Like former Open champion Lawrie, Macpherson believes a very low score is possible at the Old Course this year, even something in the 50s. But as he laments the declining challenge, he also recognizes something else at work beyond technology. “Do you think there’s a case to abandon par at this point, and think well, actually we can’t extend the Old Course in any reasonable way so let’s not even try?

“These are the best golfers in the world with the technology they’re currently allowed to use so let’s put to one side this concept of par, which was invented in 1891, and let these guys just play the best golf they can. And if they shoot 58, so be it. Congratulations to them.”

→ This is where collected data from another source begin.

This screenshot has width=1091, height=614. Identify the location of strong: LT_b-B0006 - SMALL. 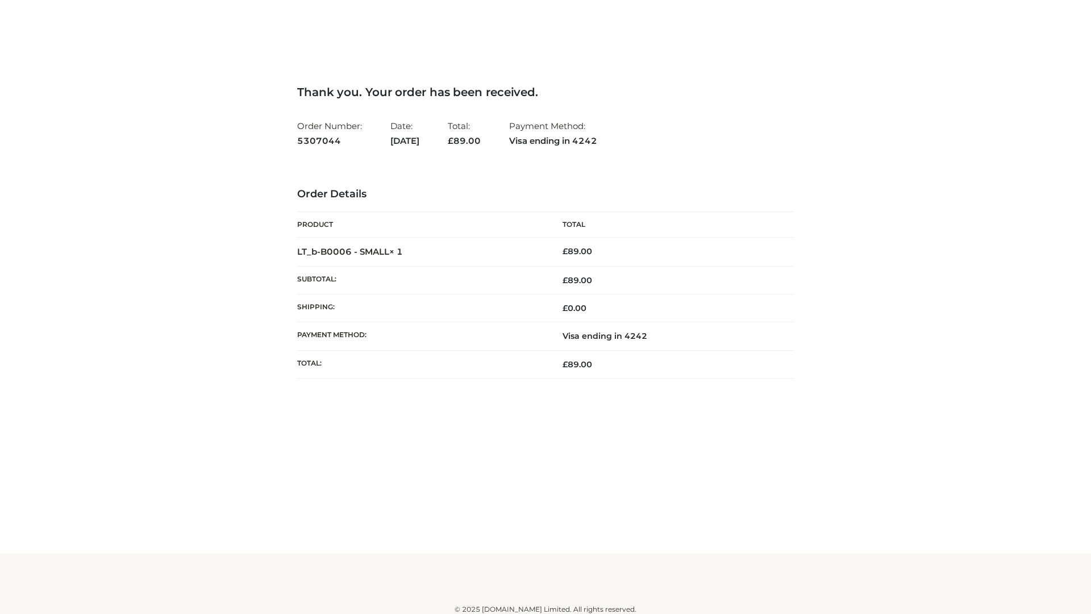
(350, 251).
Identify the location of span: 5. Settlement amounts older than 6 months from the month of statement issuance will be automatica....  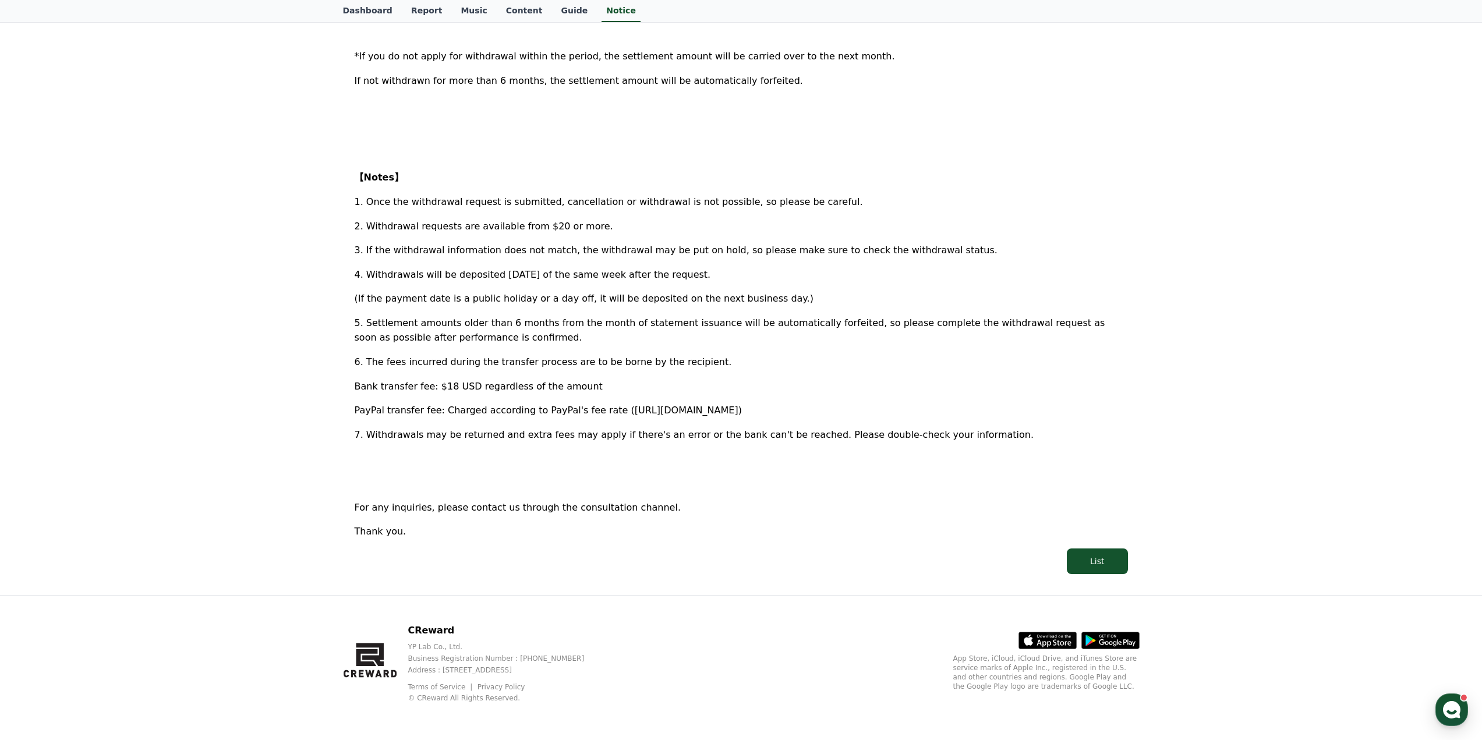
(730, 330).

Of course, Macpherson also knows that’s not how the ruling bodies see a major championship test. He knows the R&A will want rigor as much from its venue as from its champion. Whether the former can be provided or the latter required remains to be seen, but if the answer at the 150th Open turns out to be an anti-climactic and resounding “No,” it seems likely now there will be fundamental changes to ensure it never happens again—changes this time that may not involve the course. But so it is with the Old Course and change. Sometimes it is forced upon it, sometimes it forces that change upon the game.